Opening the Black Box: How to Interpret Machine Learning models; techniques, tools, and takeaways

Submitted Apr 30, 2019

Interpretability of a model is the degree to which a human can consistently predict the model’s result. The higher the interpretability of a machine learning model, the easier it is to comprehend why certain decisions or predictions have been made. While interpretability is not important in low-risk domains and black box models abound, in domains such as medicine or finance, or high-risk domains such as self-driving cars, or weapons systems model interpretability is a strong requirement. As privacy preserving legislation such as GDPR becomes a norm across the globe, interpretability of models is important for explaining how particular recommendations or decisions were made. The more an ML model decision affects a person’s life, the more important it is for it to be interpretable. The training data fed to a model may have biases, inconsistencies, and other artifacts.

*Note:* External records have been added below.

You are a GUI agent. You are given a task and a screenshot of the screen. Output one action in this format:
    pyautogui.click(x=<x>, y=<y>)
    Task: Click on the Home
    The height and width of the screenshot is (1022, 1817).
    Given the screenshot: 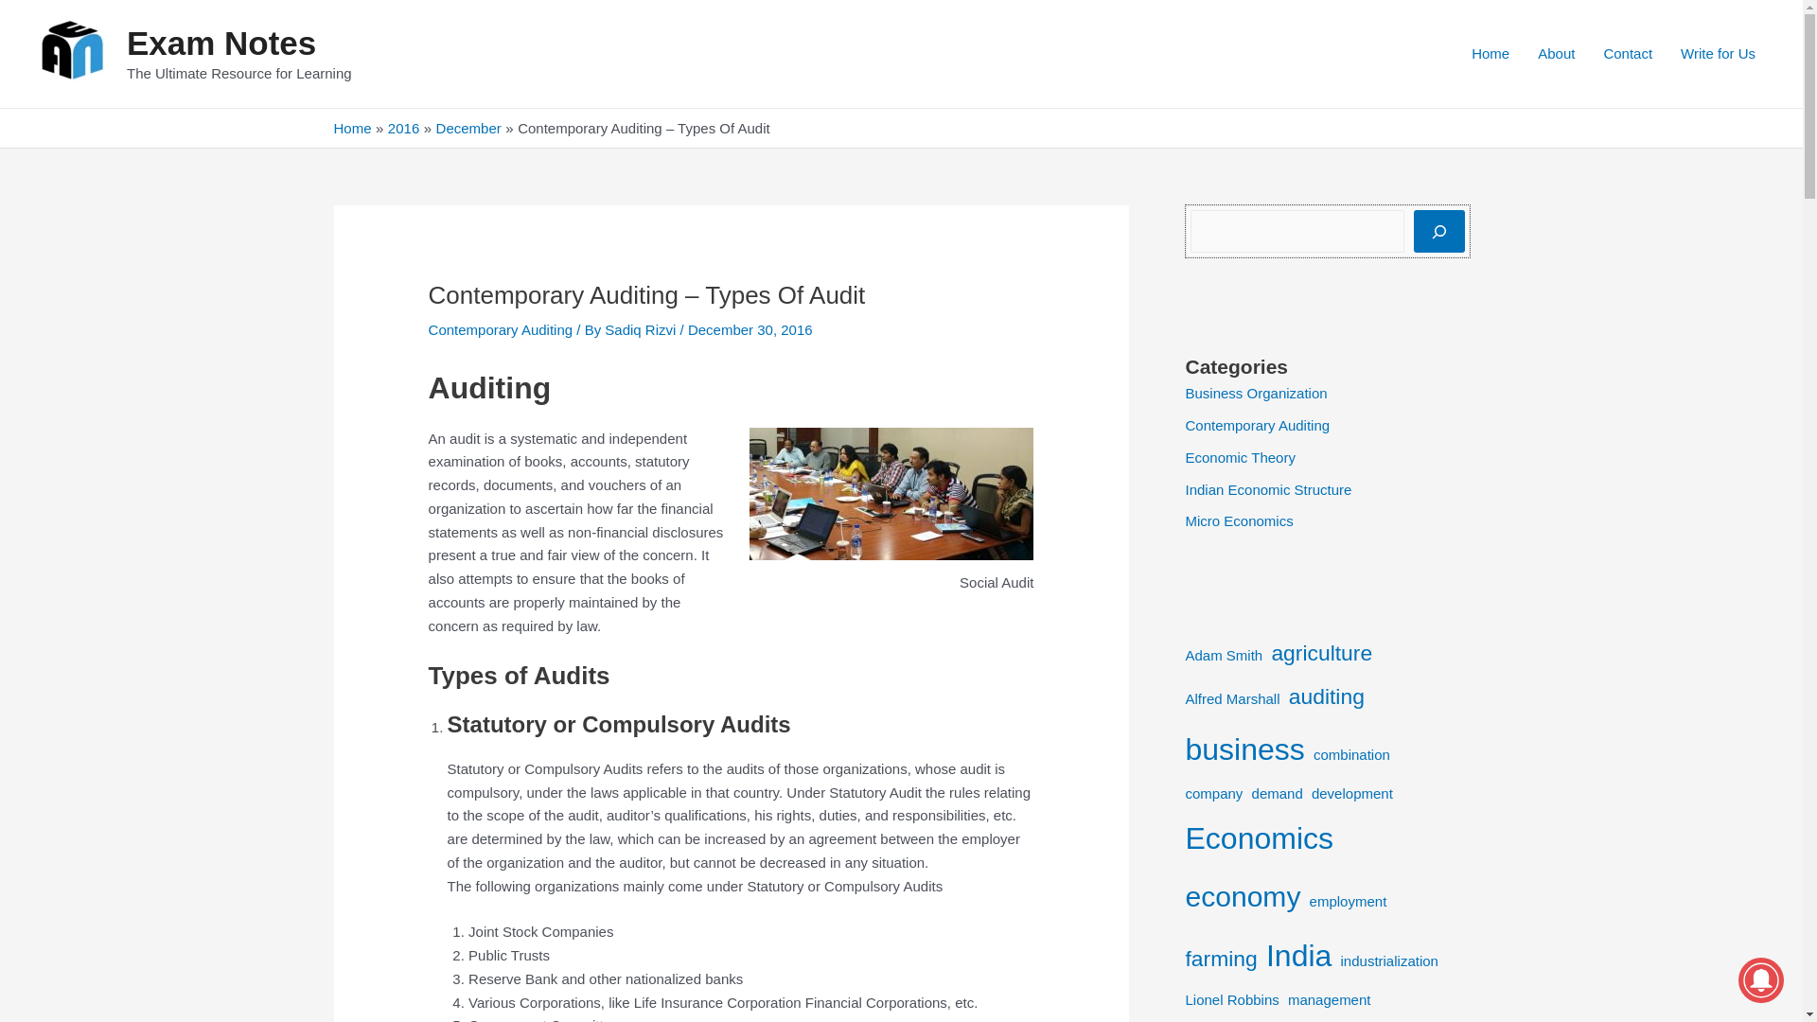 What is the action you would take?
    pyautogui.click(x=351, y=128)
    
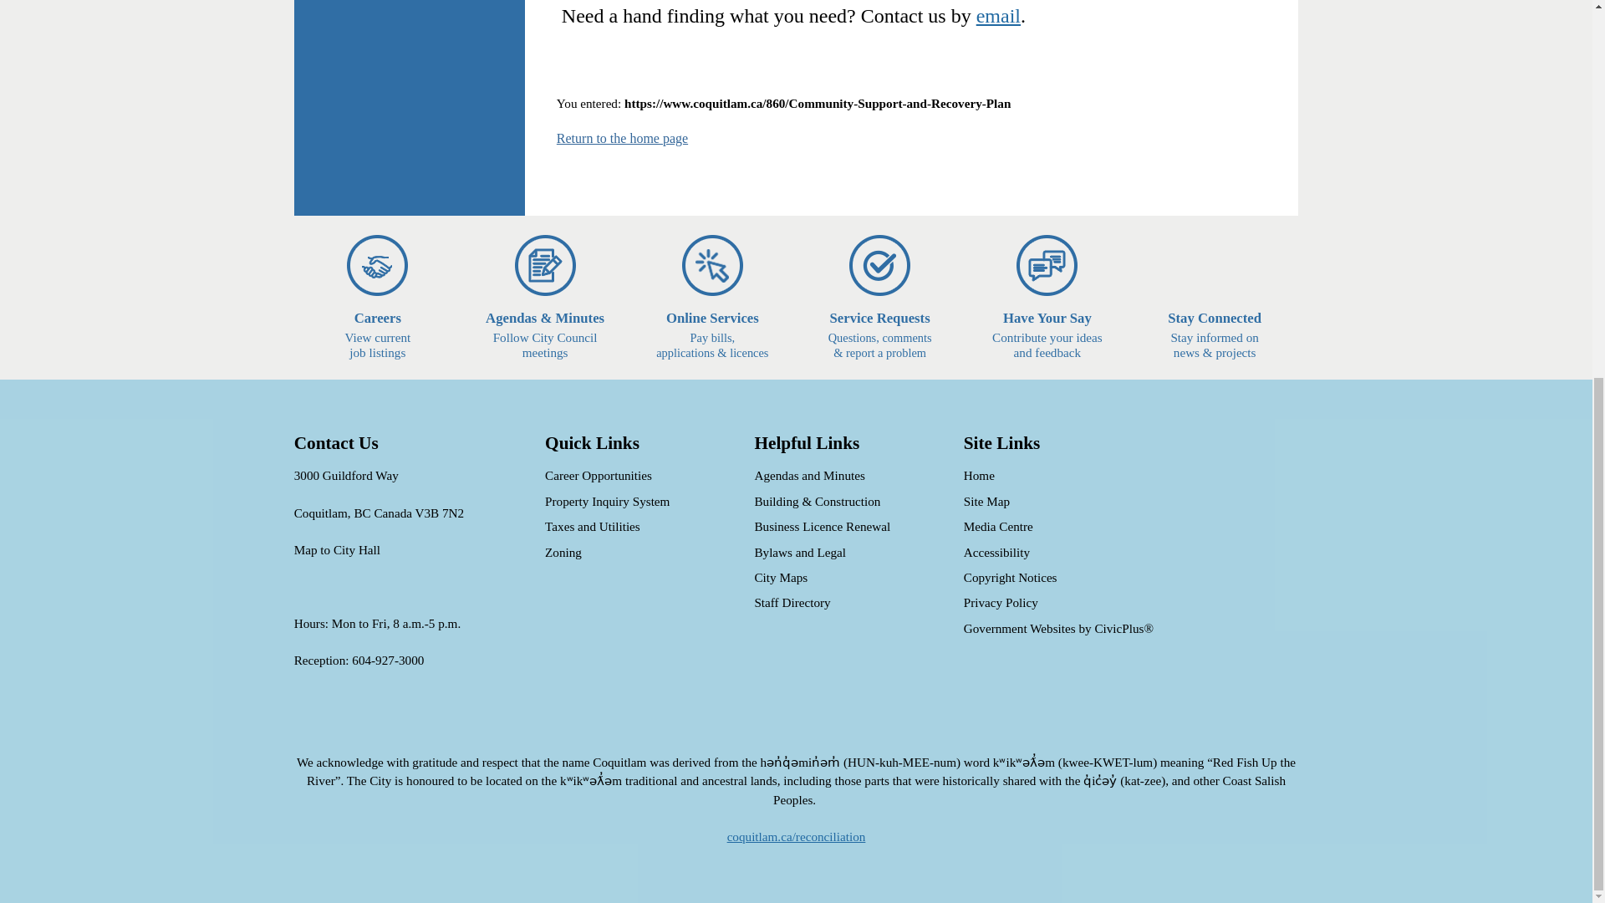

Interpretability is a useful debugging tool for detecting bias in machine learning models.

Various interpretation methods are explained in depth. How do they work under the hood and their strengths and weaknesses? How can their outputs be interpreted? We will start with models that are interpretable easily such as linear regression and decision trees and then go on to interpretation methods that are model agnostic such as feature importance, local surrogate (LIME), and Shapley values (SHAP). In the traditionally inscrutable domain of deep learning, we will look at gradient based and attention based methods for interpreting deep neural nets.

Outline

  1. Importance of interpretability
  2. Stories of uninterpretable model failures
  3. Evaluation of interpretability
  4. Human-friendly explanations
  5. Interpretable models
    1. Linear and Logistic regression
    2. GLM and GAM
    3. Decision trees
  6. Model Agnostic Methods
    1. Partial Dependence Plots
    2. Feature Interaction
    3. Feature Importance
    4. Global and local surrogate (LIME)
    5. Shapley Values
  7. Interpretability of Deep Learning Models
    1. Gradient based methods
    2. Attention based methods
  8. Counterfactual explanations
  9. Adversarial examples

Requirements

  1. Basic knowledge of Machine Learning and Deep Learning
  2. Basic familiarity with Python and Jupyter notebooks
  3. User should have a working Jupyter setup on their laptops with internet access

Speaker bio

Farhat Habib is a Director in Data Sciences at Inmobi currently working on anti-fraud and improving creatives. Farhat has a PhD and MS in Physics from The Ohio State University and has been doing data science since before it was cool. Prior to Inmobi he worked on solving logistics challenges at Locus.sh. Before that he was at Inmobi working on improving ad targeting on mobile devices and prior to that he was at Indian Institute of Science Education and Research, Pune leading research on computational biology and genomic sequence analysis. Farhat enjoys working on a wide range of domains where solutions can be found by the application of machine learning and data science.

Aditya Patel is Director, Data Science at InMobi Glance. Previously he was head of data science at Stasis and has 7+ years of experience spanning over the fields of Machine Learning and Signal Processing. He graduated with Dual Master’s degree in Biomedical and Electrical Engineering from the University of Southern California. He has presented his work in Machine learning at multiple peer reviewed conference. He also contributed to first generation “Artificial Pancreas” project in Medtronic, Los Angeles.